How beautifully did people speak throughout the centuries, those who fell in love with the One Being, the One Life behind all forms and, erasing their ego, allowed this Life to live within them. This is, for instance, illustrated in this comment regarding the order that was founded in Tibet by the great yogi Milarepa:
Having died completely the death of his own egoism
and of his belief in his individuality
separate from others,
the yogi can say:
Because I no longer am,
I am everybody, I am everything.
These people saw every separation in them crumble, they saw every distance which they had set between themselves and God, the Cosmos and others disappear, and they rediscovered their self in its real condition, as love and sacrifice, as beauty and freedom, as grandeur and humility, and as a ceaseless yearning to offer – and thus they became the servants of humanity:
In reality, of course,
we are all cells in the body of humanity.
We are not separate from our fellow humans.
The whole thing is a totality.
(…) I recognize my oneness with all mankind
and my oneness with God.
My happiness overflows in loving
and giving toward everyone and everything.
(Peace Pilgrim – 1908-1981)
How does their voice resound from the depths of time, that same single voice, regardless of the religion or spirituality from which it originated, that voice which confirms that the human being can experience the unity of everything as its own true Self only be loving and serving…
What the whole world is expecting today
(…) is the magnificent idea of the spiritual unity of the universe,
the only and infinite reality that exists in you,
inside me, inside all of us, in the Soul…
The infinite unity of the Soul,
the idea that you and me are not only brothers,
but that you and me are one…
If you want to find God, serve humans!
(…) even if I have to undergo a thousand births
to relieve the misery of the world,
aye, even to remove the least pain from anyone,
I shall cheerfully do it!
– Vivekananda (1863-1902)
How concrete was their understanding that their ascendance to Being, to the Absolute One, took place so that they could become humanity’s servants, as we read here (in Greek) about the Sufi whirling dervishes, the order founded by Jalāl ad-Dīn Rūmī:
This ritual dance represents
a mystic journey of ascendance
towards the Absolute One,
in which the practitioner
is symbolically whirling towards the truth,
is developing through love
and abandons the ego,
discovers the truth, reaches the Absolute,
and when he returns from this spiritual journey
having conquered the maturity and the strength to love,
dedicates himself to the service of all creation,
regardless of opinions, races, classes or nations.
The centuries flowed and the Being was incarnated, and thus we got to know the Logos in human flesh.
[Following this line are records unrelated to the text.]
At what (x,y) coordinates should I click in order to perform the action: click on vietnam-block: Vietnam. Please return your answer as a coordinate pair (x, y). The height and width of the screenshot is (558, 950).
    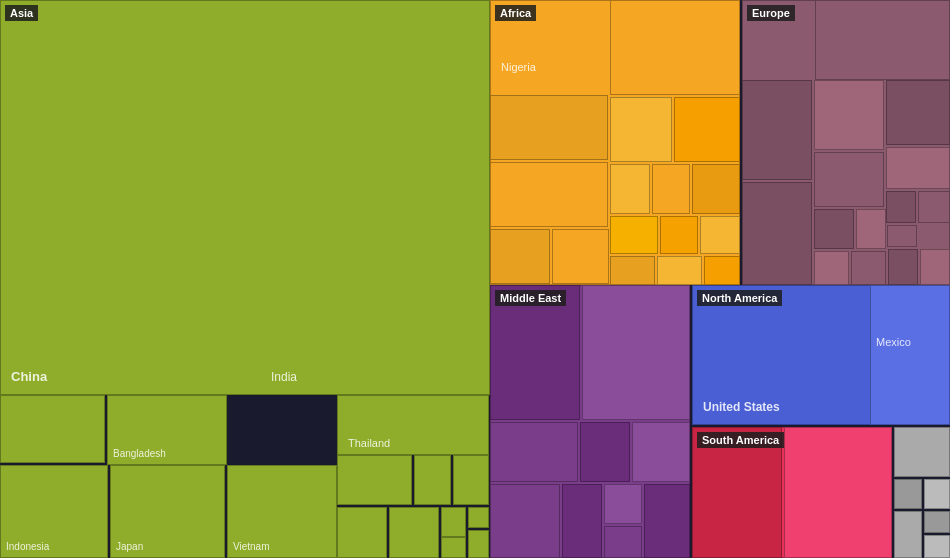
    Looking at the image, I should click on (282, 512).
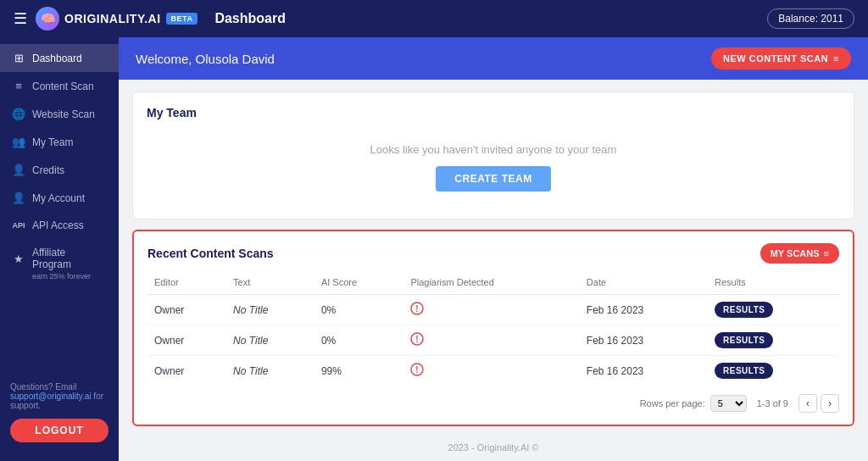 The image size is (868, 461). Describe the element at coordinates (210, 253) in the screenshot. I see `scans-card-title: Recent Content Scans` at that location.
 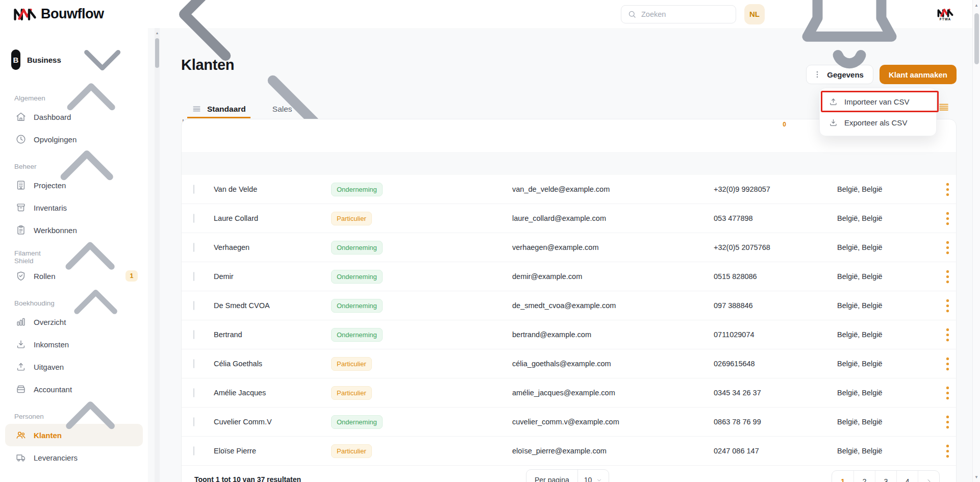 I want to click on customer-email: van_de_velde@example.com, so click(x=613, y=189).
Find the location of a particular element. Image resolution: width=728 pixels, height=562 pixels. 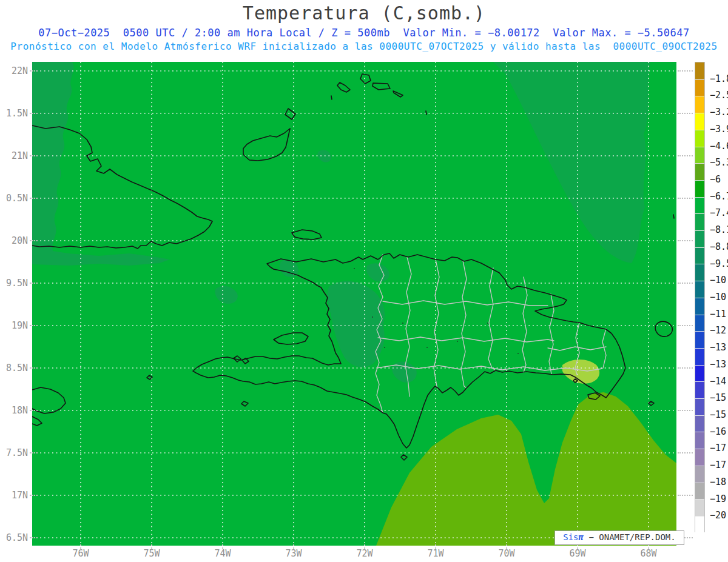

watermark-org: − ONAMET/REP.DOM. is located at coordinates (630, 537).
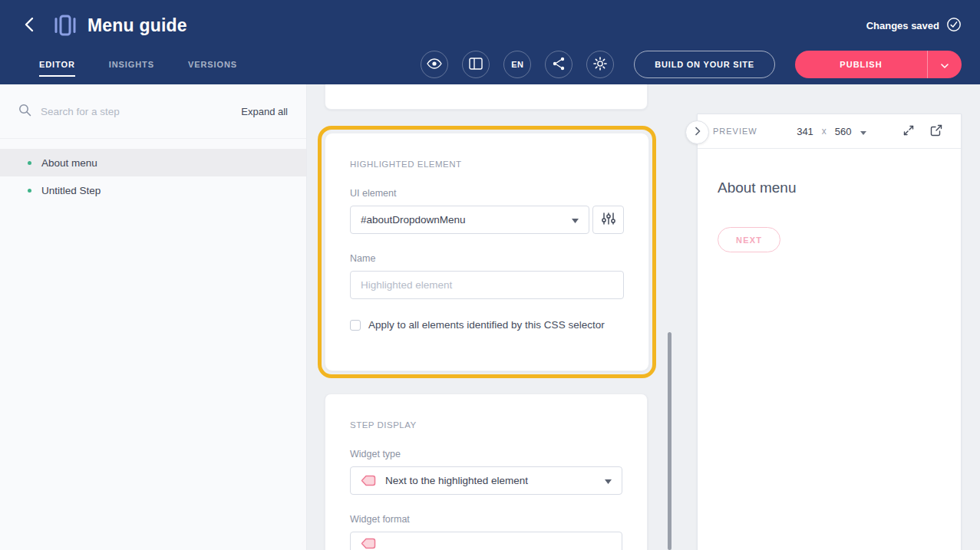  I want to click on gear-icon, so click(600, 64).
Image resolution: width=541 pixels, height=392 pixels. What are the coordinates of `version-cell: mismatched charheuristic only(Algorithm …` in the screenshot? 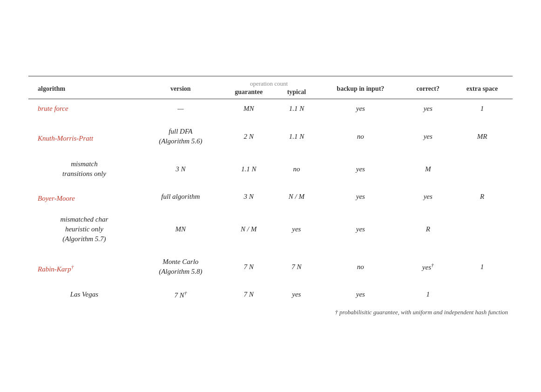 It's located at (84, 229).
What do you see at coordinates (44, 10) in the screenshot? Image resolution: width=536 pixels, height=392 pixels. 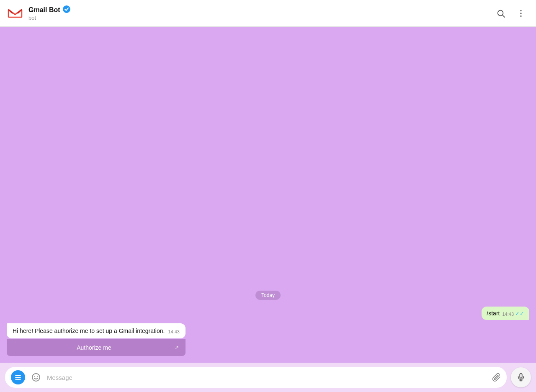 I see `bot-name: Gmail Bot` at bounding box center [44, 10].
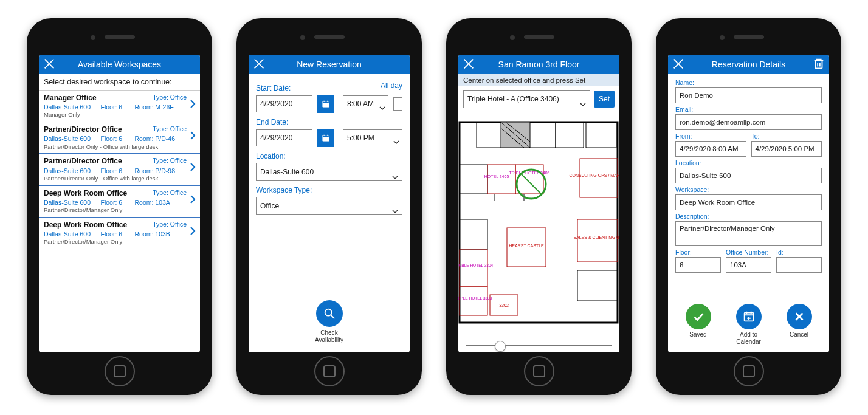 The image size is (868, 415). What do you see at coordinates (329, 172) in the screenshot?
I see `location-select: Dallas-Suite 600` at bounding box center [329, 172].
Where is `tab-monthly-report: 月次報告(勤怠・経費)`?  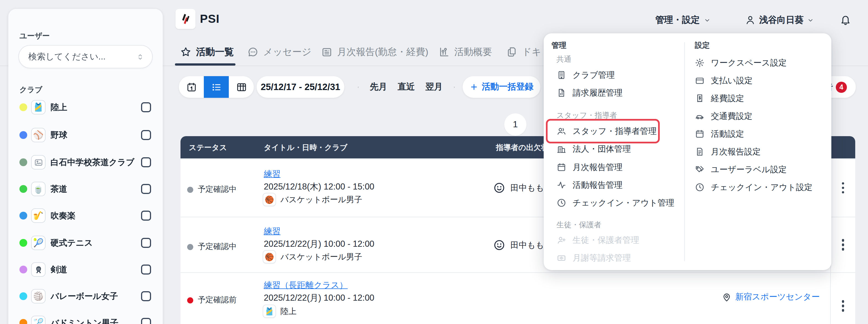 tab-monthly-report: 月次報告(勤怠・経費) is located at coordinates (375, 52).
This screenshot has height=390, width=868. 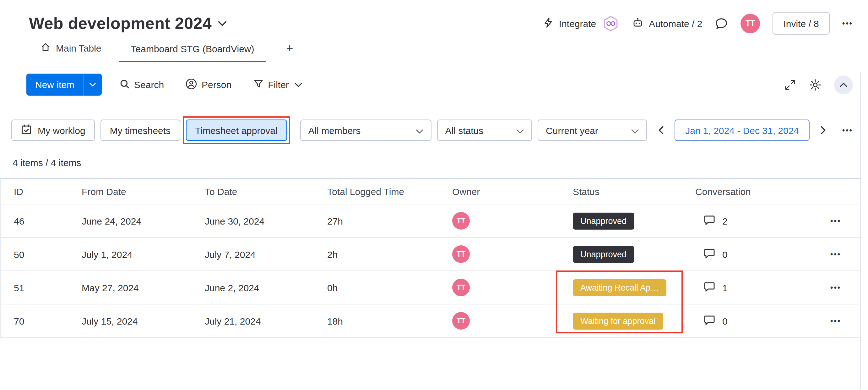 I want to click on person-filter-button: Person, so click(x=208, y=84).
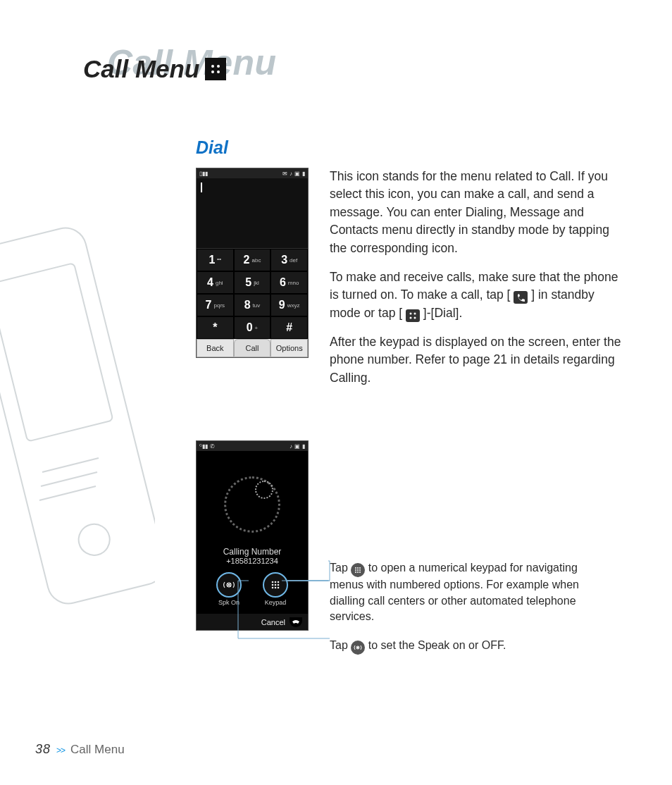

The relationship between the One Human with the Logos God remained vague, however at the end of the 20th century the Christian Archimandrite Sophrony (1896-1993) spoke clearly:
According to the ancient theological tradition
of the Eastern Orthodox Church,
mankind is one being
but multi-hypostatic,
just as God is One Being in Three Persons.
(…) When we pray for the entire world,
we are given the capacity to love
humankind which has the same essence as us,
to experience all of humanity as One Human.
And behold, when Sophrony felt complete identification with humanity, he found himself existing in the Logos: When I remain in Him, I can then say “I Am”.
Thus, they who open themselves up to the One Human, find themselves in the Logos. And this unity between Logos and Human, the Human Logos, feels and speaks as the Logos itself, as the “I Am”, as Sophrony confirmed, Sophrony who felt sorrow when he was losing this experience:
“Returning” from the pure prayer
in the thickness of flesh of this world
we lose the experience of the one human
and we see once more with sorrow
that humans are not fully transparent
among each other.
However, if the human being had the capacity – but also the right and the responsibility, in our view – to experience its self as one with humanity and the Word-Logos, and to express its self as the Logos, we see that historically this capacity had remained unfulfilled up until the coming of Ioannis.
Ioannis had to appear in human history after the incarnation of the Word, to show what our likeness to the Logos is and how it is expressed, a likeness preordained for everyone of us, according to John the Evangelist: “we know that, when he shall appear, we shall be like him; for we shall see him as he is” (John 1 3:2).
What had to be underlined in every way possible, what was the essence of Ioannis’ appearance, is that Ioannis did not settle simply with teaching and showing, through his fiery prayers, how the Word is expressed through humans… On the contrary, he showed with all his might that the above are prerequisites for fulfilling the ultimate target: that humans should act through their union with the Logos to change the world.
Therefore, he was the first to liberate from inside us the word of the Word; he liberated the expression of the Logos through humans and began the Work of the restoration of all things, through the highest form of theurgy: the active expression of the Logos’ presence, which then sheds its resurrectionary fire on Earth, intervening in all the things that bind and restrict humans, and shaping new collective experiences in the collective consciousness.
All these take place when the person who blesses deposits responsibly their own self for the realization of those interventions, since assuming responsibility for everything is the only thing that can support the restoration of everything.
This Ioannis incarnated, depositing his own life in the Work of the Logos, in favor of his humanity-self.